→ What you should do
Pictures must be dropped from the copy of the entries below; all else is returned exactly.

Saved entries:
[Start of Attachment]

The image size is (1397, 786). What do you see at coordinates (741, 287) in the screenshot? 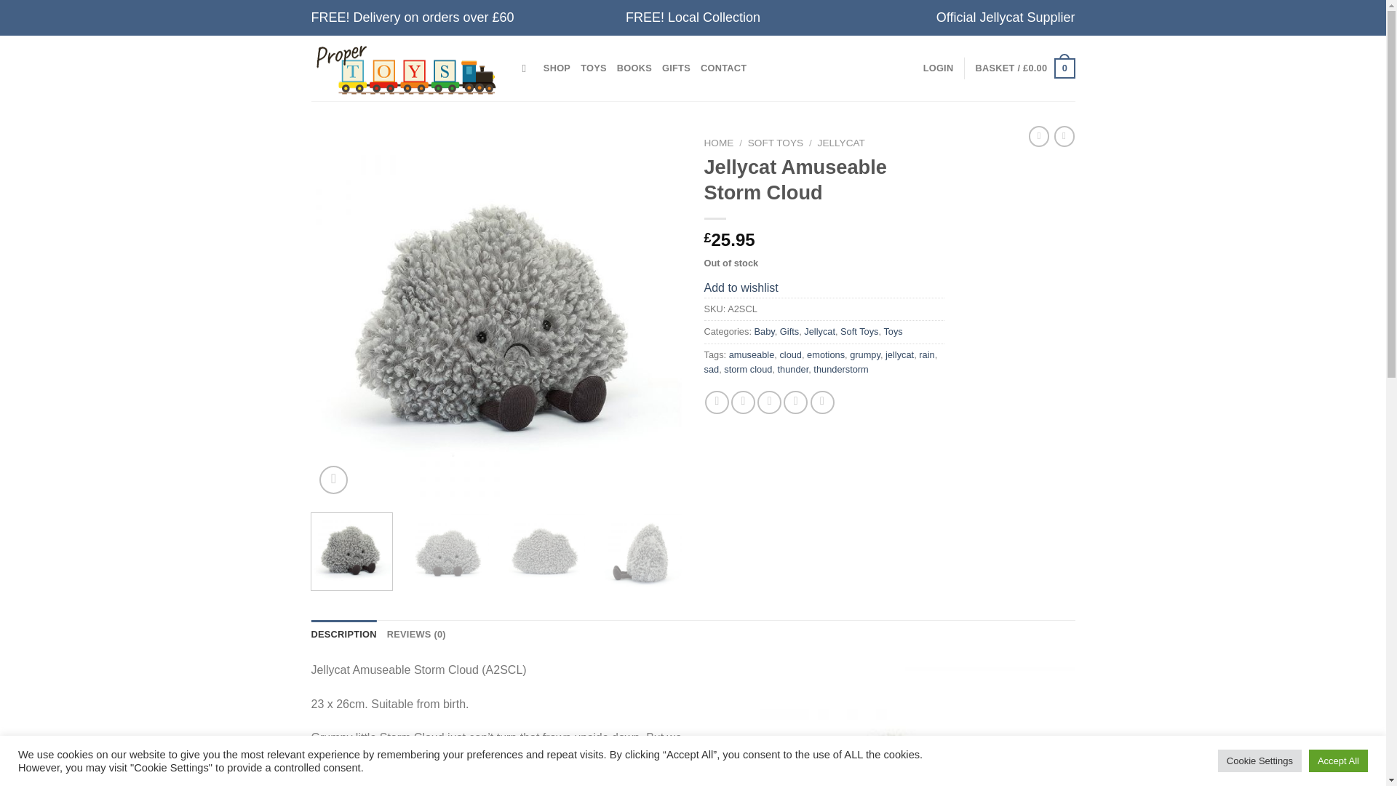
I see `Add to wishlist` at bounding box center [741, 287].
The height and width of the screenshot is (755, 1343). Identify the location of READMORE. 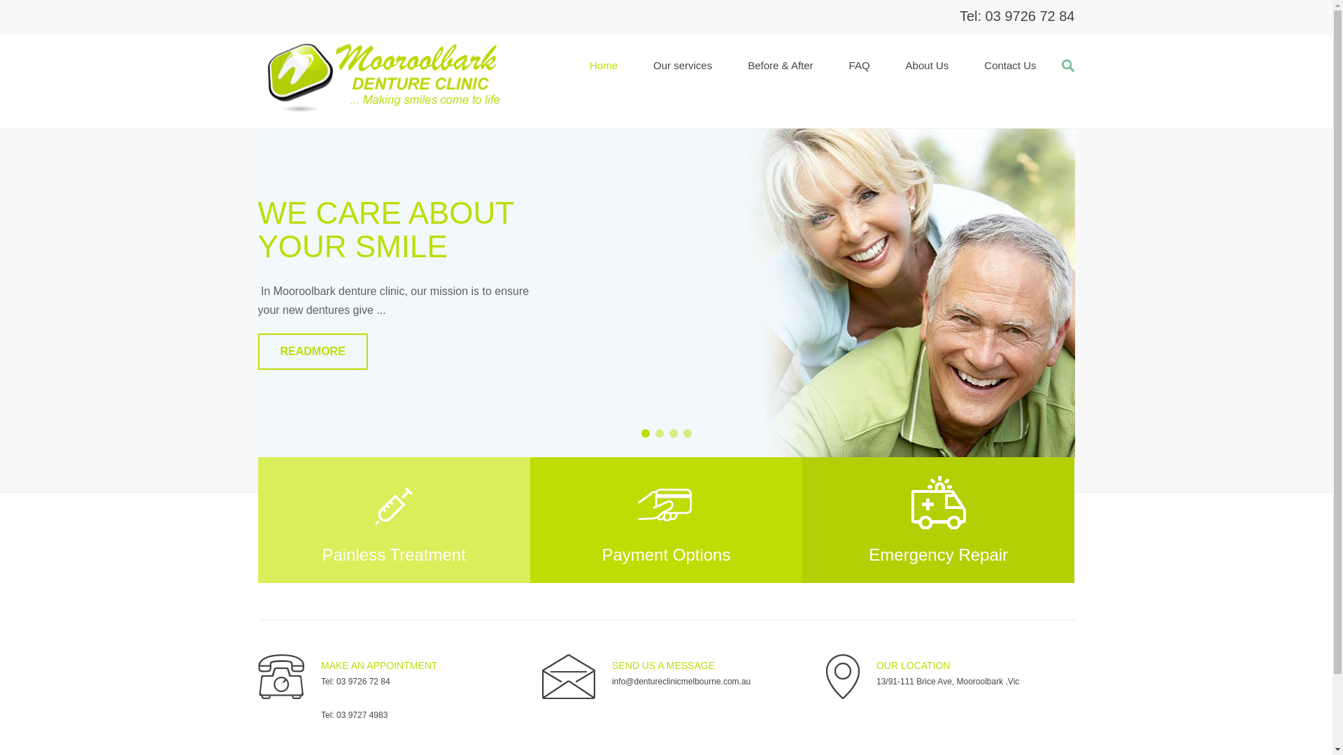
(312, 352).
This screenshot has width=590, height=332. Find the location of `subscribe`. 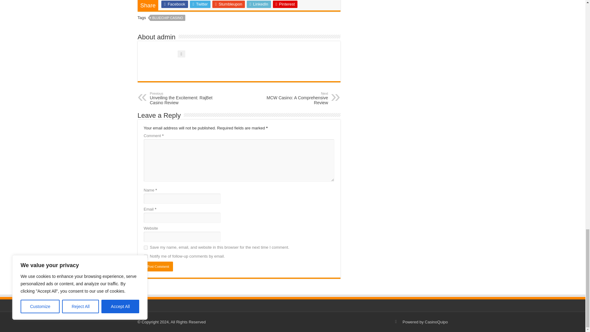

subscribe is located at coordinates (146, 256).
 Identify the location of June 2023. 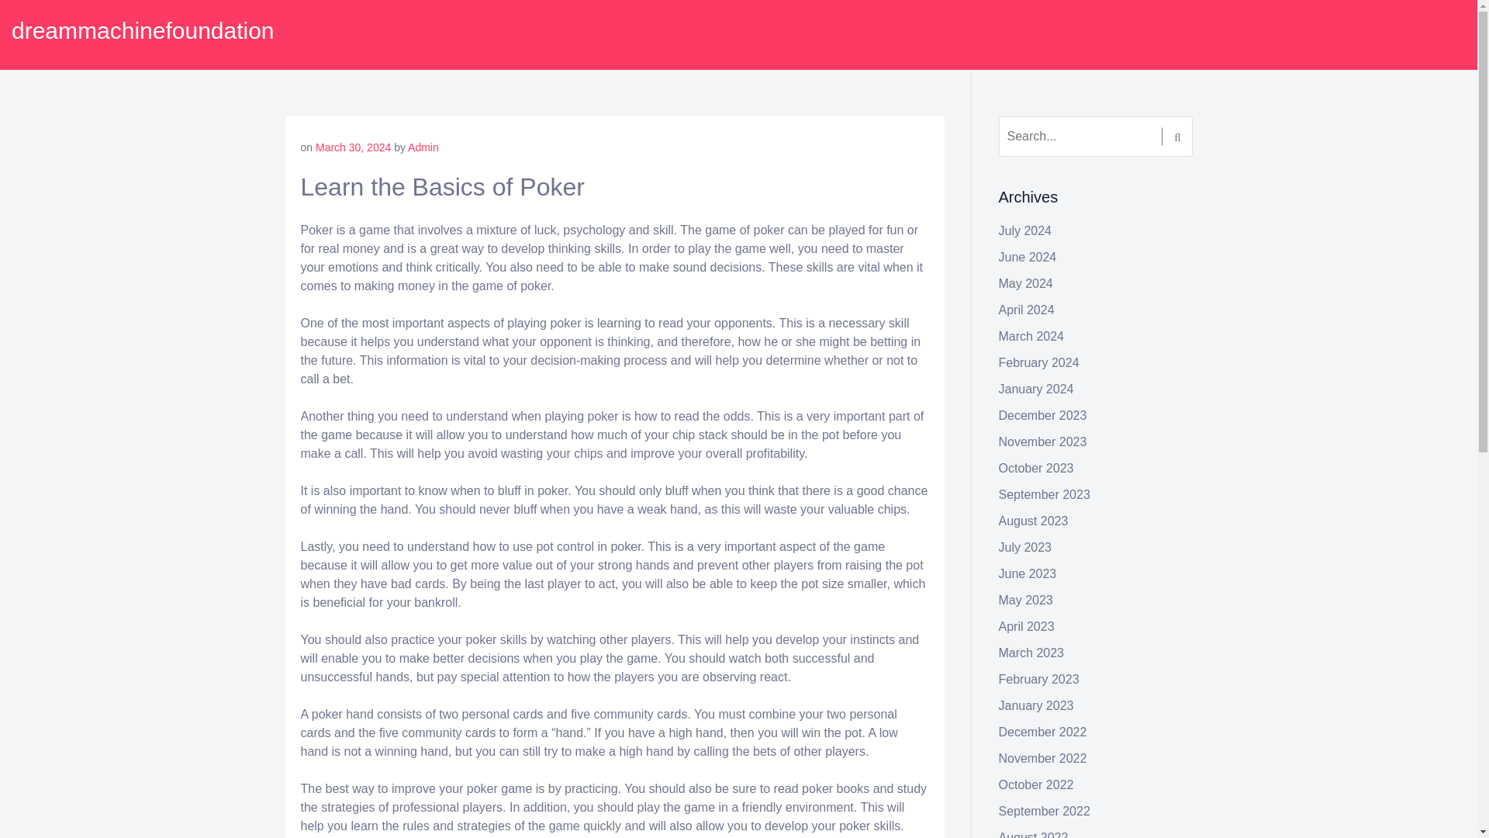
(1028, 574).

[End of Attachment]

→ Reply to the task
The image size is (1397, 786). What do you see at coordinates (741, 287) in the screenshot? 
I see `Add to wishlist` at bounding box center [741, 287].
The height and width of the screenshot is (755, 1343). Identify the location of READMORE. 
(312, 352).
This screenshot has width=590, height=332. Find the location of `subscribe`. 

subscribe is located at coordinates (146, 256).
 Identify the location of June 2023. 
(1028, 574).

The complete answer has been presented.